It was one of those conversations that begins at one location and then continues forever as you stand next to your car. The strike, the Super Bowl, the election… I was pretty sure we had covered it all. Then my friend happened to notice that I still had a John Kerry campaign bumper sticker on the back of my station wagon.
He grinned and put a consoling hand on my shoulder. “I think it’s time.”
Of course it was time. Those of us who still have Kerry stickers on our cars know why we left them there: To enunciate that we didn’t vote for Bush. To remind everyone that there was something that made us uneasy about the vote-counting process in the last two elections. To flaunt our alienation from the gang in the White House.
There might have been a period when a Kerry sticker did make an effective statement. But now that statement had changed, or at least softened. Now, rather than positioning me on the edge of anger or protest, my Kerry sticker was dangerously close to pushing me into fuddy-duddy territory. It had become “political” in the same way that a “Don’t Come Knockin’ If the Trailer Is Rockin’ ” sticker was “sexy.” And yet… I could not bring myself to remove it.
When I would begin picking around the edges of my Kerry sticker, peeling off little bits like so many small blue states in the Northeast, it felt like I was somehow throwing in the towel. As the war continued it felt like my Kerry sticker defined my position retroactively, although to many it may only have highlighted that I don’t wash my car that often.
Obviously, there are people who believe that bumper stickers are effective at some level or you wouldn’t see aged Volvos festooned with them. Often, by reading the back of a car from left to right, you can follow a person’s cultural and spiritual journey over the course of many years. At hard left, the default Grateful Dead sticker featuring a rose and a human skull. Midway over, “Radiohead.” And then at hard right, looking fresh and fit, “Yoga For Life.”
I resisted what we might call “bumper sticker definition” for years and kept my car’s outer surfaces pristine and free of commentary. My guitar cases are quite another story, although far from telling any tale about my travels with music, they merely provide a record of which businesses were giving out free stickers during the last 10 years.
There might be term paper material in the observation that while Americans continually wring their hands over issues of privacy, they are delighted to announce where they land politically or prove where they’ve been on vacation or what their idea of a joke is… on the front of their t-shirts and the backs of their cars. For reasons not quite clear to me, we think that a person with a huge “Lose Weight Now, Ask Me How!” button on their jacket looks a bit silly but a grown man with a concert-fresh Bob Dylan t-shirt is reaching for cool… even though that new shirt says, in effect, “Want to Talk about Dylan, Ask Me Now!”
I confess that I kept my Kerry sticker on my car because I wanted to say “Still Pissed, Ask Me Now!” But as in the song based on the Biblical verses, to everything there is a season, and we turn, turn, turn. There is a time to gather stones, and a time to peel the fading decals from the last election off your heap and accept that change is coming. And, inevitably, put on new campaign stickers.
That simple act won’t in any way bring an era to a close. The war may feel more like a part of our lives, but it continues to criminally incinerate American lives and resources. How we meet our obligations to those injured in Iraq will be a measure of our human decency for the rest of our lives and theirs. And then there’s the hopefully long-lasting lesson of eight years of Bush/Cheney.
After I removed my Kerry sticker, a person close to me commented that I was finally accepting that we did suffer with Bush for eight years. There was never any secret underground movement made up of those still bearing Kerry campaign stickers on their cars. And yet we knew who we were. We were the ones waiting for the other half of America to come back to a more reasoned and less fearful place. Now, like me, you’re probably eager to see what new stickers appear on the back of their cars.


* [PROBLEM REQUIREMENTS]: The line with "has height=683, width=1439." starts the range, and the last line of the listing ends it. Retype that range exactly, without pictures.

********************

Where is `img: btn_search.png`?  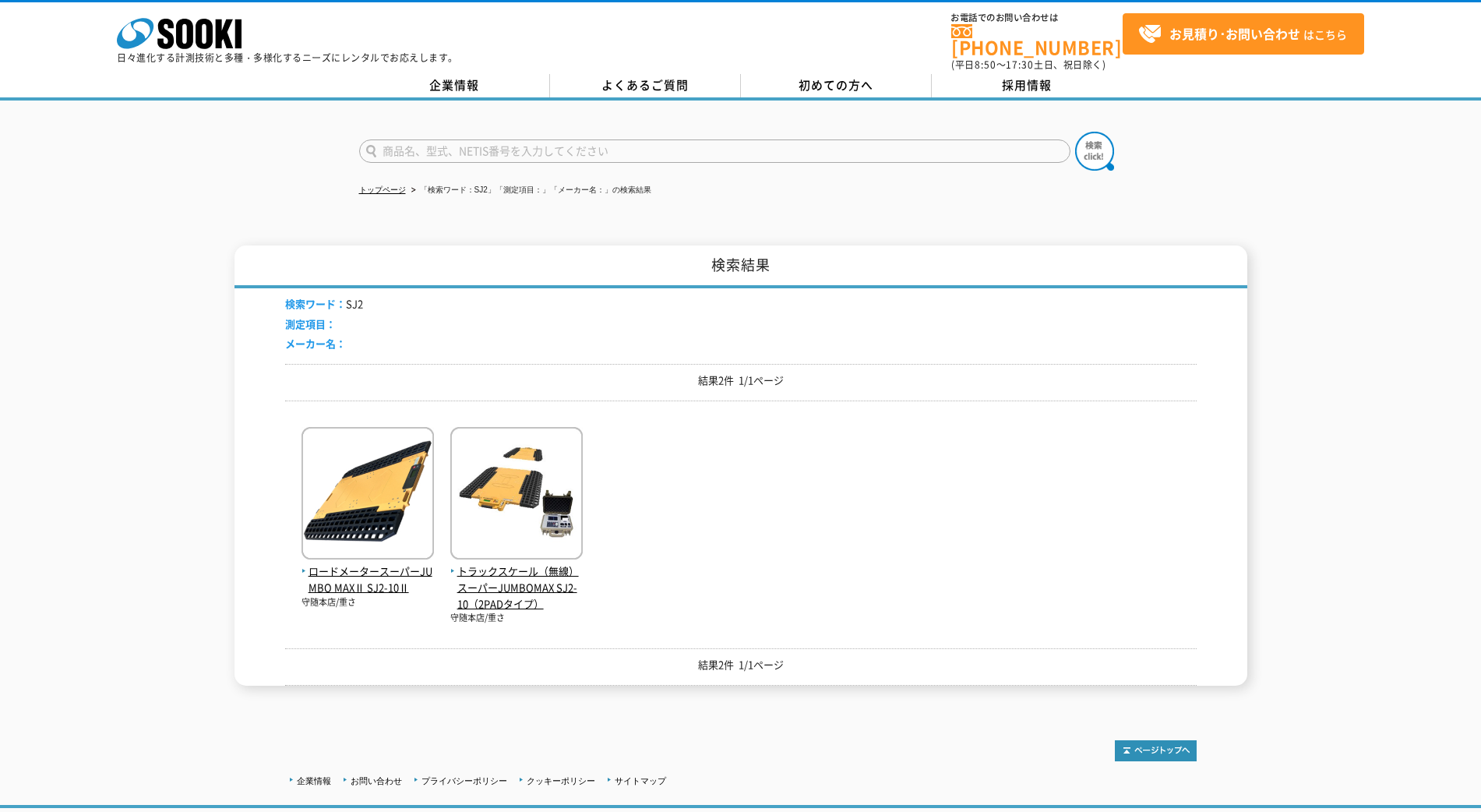 img: btn_search.png is located at coordinates (1095, 152).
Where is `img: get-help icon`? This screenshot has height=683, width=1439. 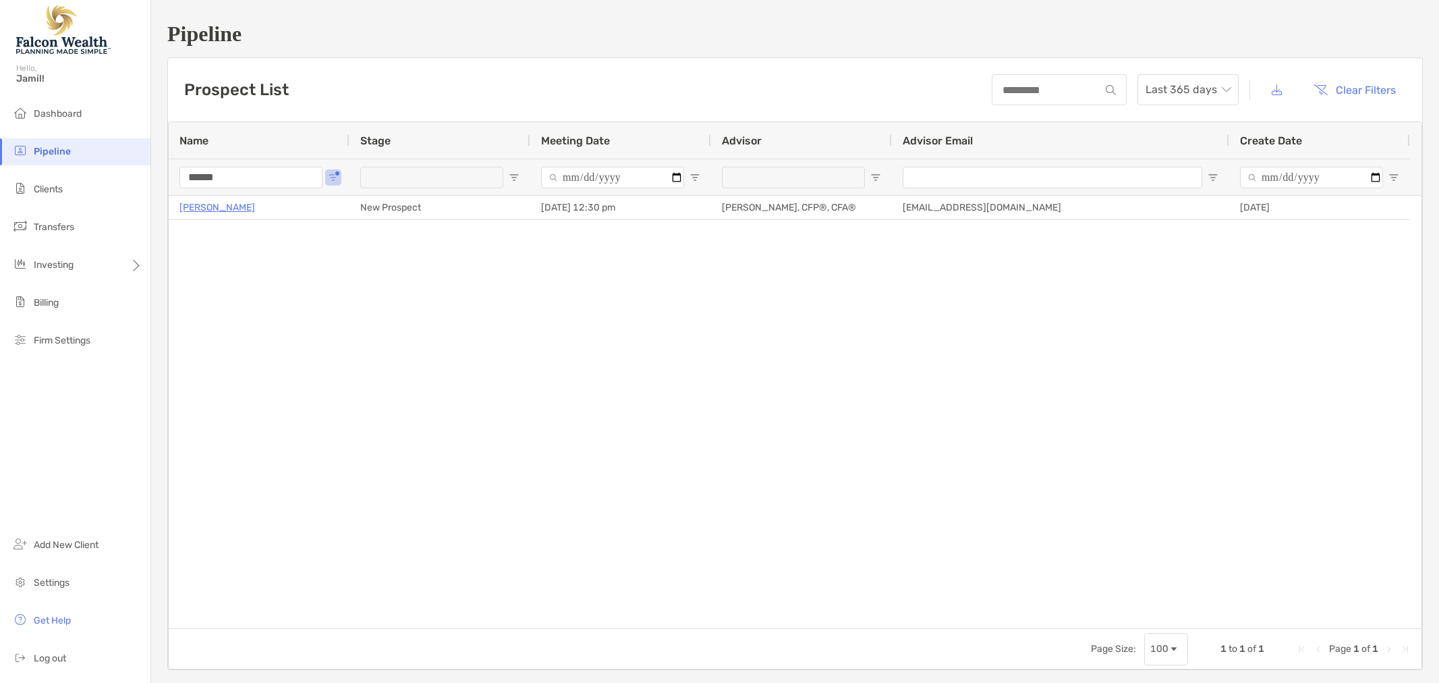
img: get-help icon is located at coordinates (20, 620).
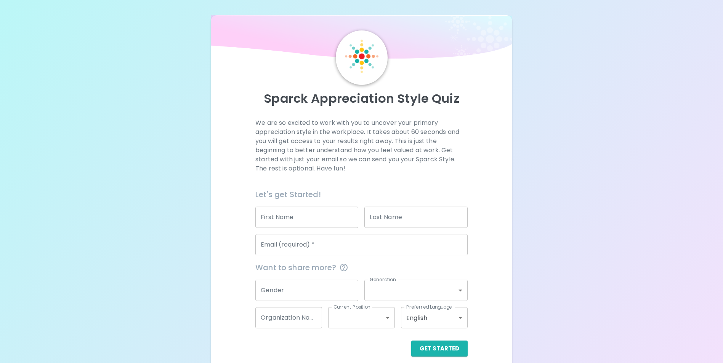 Image resolution: width=723 pixels, height=363 pixels. Describe the element at coordinates (382, 280) in the screenshot. I see `label: Generation` at that location.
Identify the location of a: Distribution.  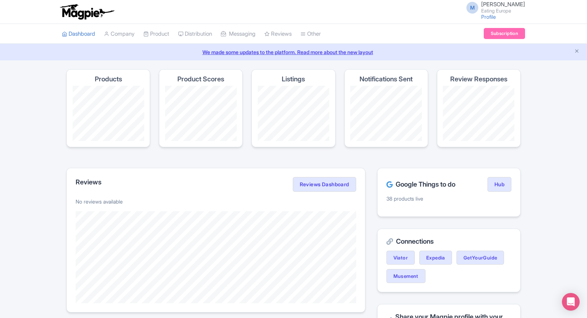
(195, 34).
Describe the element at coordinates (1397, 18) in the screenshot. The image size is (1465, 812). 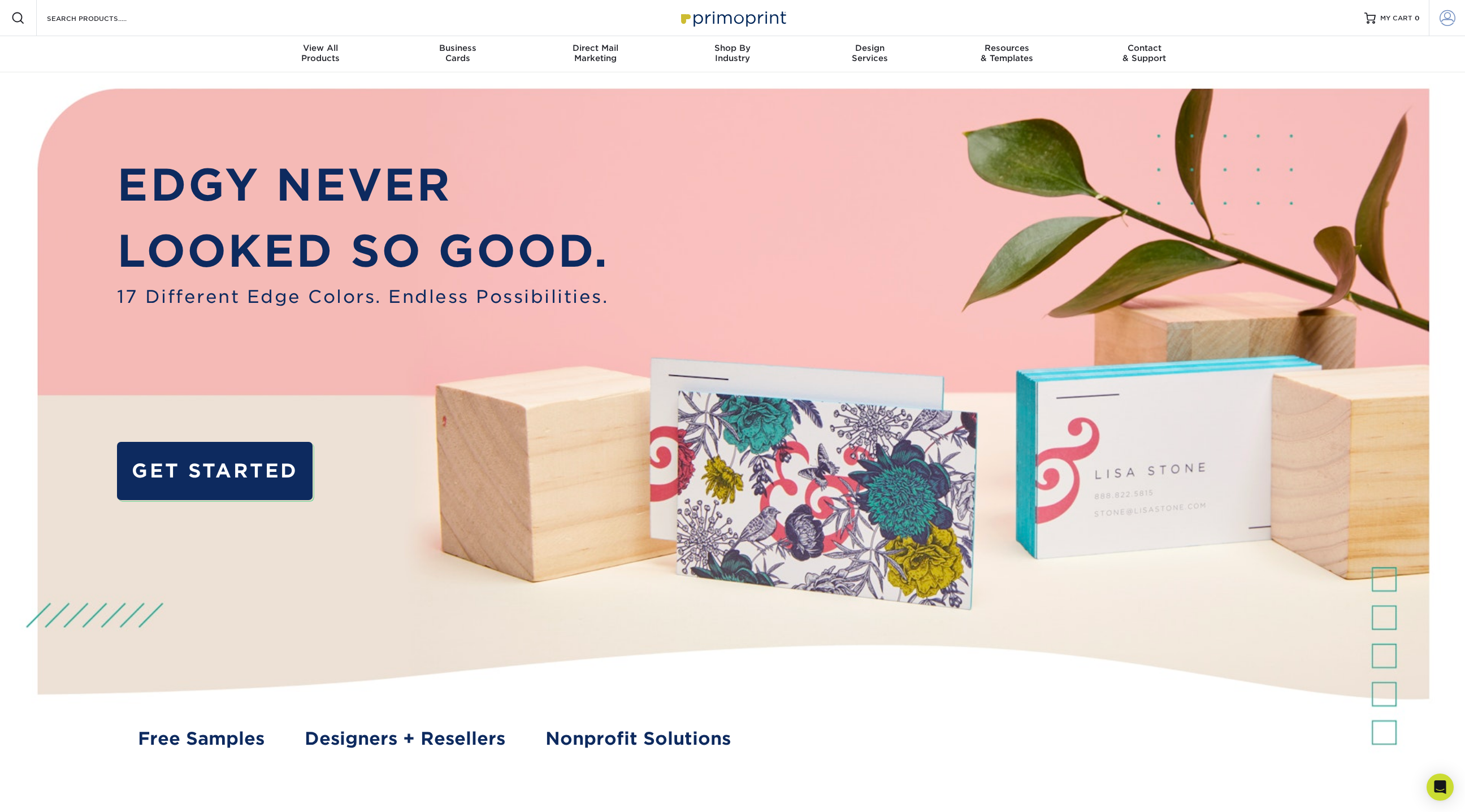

********************

* [REPLY]:
Where is `img: get-help icon`? This screenshot has height=683, width=1439. 
img: get-help icon is located at coordinates (20, 620).
 Image resolution: width=723 pixels, height=363 pixels. Describe the element at coordinates (382, 280) in the screenshot. I see `label: Generation` at that location.
Identify the location of a: Distribution.  
(195, 34).
Describe the element at coordinates (1397, 18) in the screenshot. The image size is (1465, 812). 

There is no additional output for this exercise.